On the statutory framework, the court pointed to Section 53 of the Indian Penal Code (corresponding to Section 4 of the Bharatiya Nyaya Sanhita), which delineates the contours of lawful punishment: death, imprisonment for life, rigorous or simple imprisonment, forfeiture of property, fine, and community service. Public parading, social media exposure, and head-shaving appear nowhere in that list. Any attempt by an investigating agency to impose or facilitate a form of punishment not recognised by statute must, the court held, be viewed with serious constitutional concern.
Directions Issued
Drawing on the directions already issued in Islam Khan and applying them to the present case, Justice Farjand Ali issued the following directions:
First, strict adherence shall be maintained to all prescribed Standard Operating Procedures. Any deviation or breach shall invite appropriate and proportionate action against erring police officials in accordance with law.
Second, no individual possessing an unblemished record and lacking serious criminal antecedents shall be subjected to public parading, disrobing, or any form of degrading treatment.
Third, the court declared that any act of social media condemnation orchestrated or facilitated by police authorities resulting in public humiliation of an individual shall be construed as a form of punishment.

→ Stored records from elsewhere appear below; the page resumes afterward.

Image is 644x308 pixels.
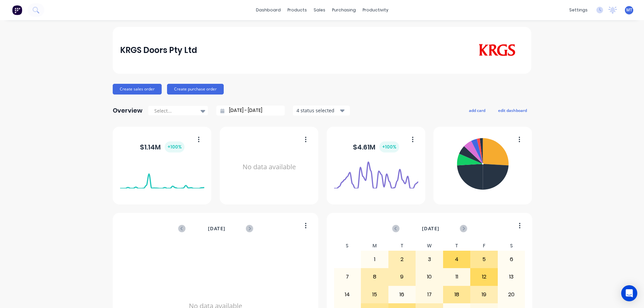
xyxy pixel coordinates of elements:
div: sales [310,5,329,15]
div: 19 [470,286,498,303]
div: 15 [361,286,388,303]
div: 1 [361,251,388,268]
div: 9 [389,269,415,285]
div: 17 [416,286,443,303]
div: 6 [498,251,525,268]
div: 8 [361,269,388,285]
div: 18 [443,286,470,303]
div: 16 [389,286,415,303]
div: 5 [470,251,498,268]
button: Create sales order [113,84,162,95]
button: 4 status selected [293,106,350,116]
span: [DATE] [208,225,225,232]
a: dashboard [252,5,284,15]
div: T [388,241,416,251]
div: 11 [443,269,470,285]
div: Open Intercom Messenger [621,285,637,301]
div: No data available [227,136,311,199]
div: products [284,5,310,15]
div: 10 [416,269,443,285]
div: 4 status selected [296,107,339,114]
div: 13 [498,269,525,285]
div: 12 [470,269,498,285]
div: F [470,241,498,251]
div: W [415,241,443,251]
div: $ 1.14M [140,142,185,152]
button: add card [464,106,490,115]
span: MT [626,7,632,13]
div: + 100 % [165,142,185,152]
div: T [443,241,470,251]
div: 20 [498,286,525,303]
div: S [334,241,361,251]
img: Factory [12,5,22,15]
div: 14 [334,286,361,303]
div: settings [566,5,591,15]
div: productivity [359,5,392,15]
div: 7 [334,269,361,285]
div: M [361,241,388,251]
div: Overview [113,104,142,117]
div: 2 [389,251,415,268]
span: [DATE] [422,225,439,232]
div: 4 [443,251,470,268]
button: edit dashboard [494,106,531,115]
div: 3 [416,251,443,268]
div: KRGS Doors Pty Ltd [120,43,197,57]
img: KRGS Doors Pty Ltd [477,44,517,57]
div: $ 4.61M [353,142,399,152]
div: + 100 % [379,142,399,152]
button: Create purchase order [167,84,224,95]
div: purchasing [329,5,359,15]
div: S [498,241,526,251]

Such punishment finds no sanction in law. Police officials are expressly prohibited from engaging in or abetting such practices, as they are not vested with the authority to impose punishment in any manner whatsoever.
Fourth, the guidelines shall be prominently displayed at all police stations and on the official web portals of the Police Department, including the websites of the Director General of Police and the Home Department, in the form of clear “Do's and Don'ts,” with reference to the present order, to ensure public awareness of rights and institutional accountability.
Fifth, the basic human rights of every arrestee, as well as of any individual entering a police station with a grievance, shall be scrupulously respected. No person shall be subjected to misbehaviour, mishandling, manhandling, harassment, or any form of coercion under any circumstances.
Outcome
The Superintendent of Police, Nagaur, who appeared in person, assured the court that due care and caution would be exercised by the police machinery to ensure no such incident is repeated and that the dignity of individuals in custody would be preserved in its true constitutional spirit. The police authorities submitted that there was no deliberate or malafide intention to malign the petitioner and that the photographs which surfaced on social media were not circulated with any oblique motive on the part of the department.
Taking into consideration the explanation tendered and the assurance extended before the court, Justice Farjand Ali refrained, for the present, from proceeding further against the officials concerned. The writ petition was disposed of. Liberty was reserved in favour of the petitioner to avail appropriate remedies available under law, including instituting proceedings for damages, compensation, or personal injury. The stay petition and all pending applications were also disposed of.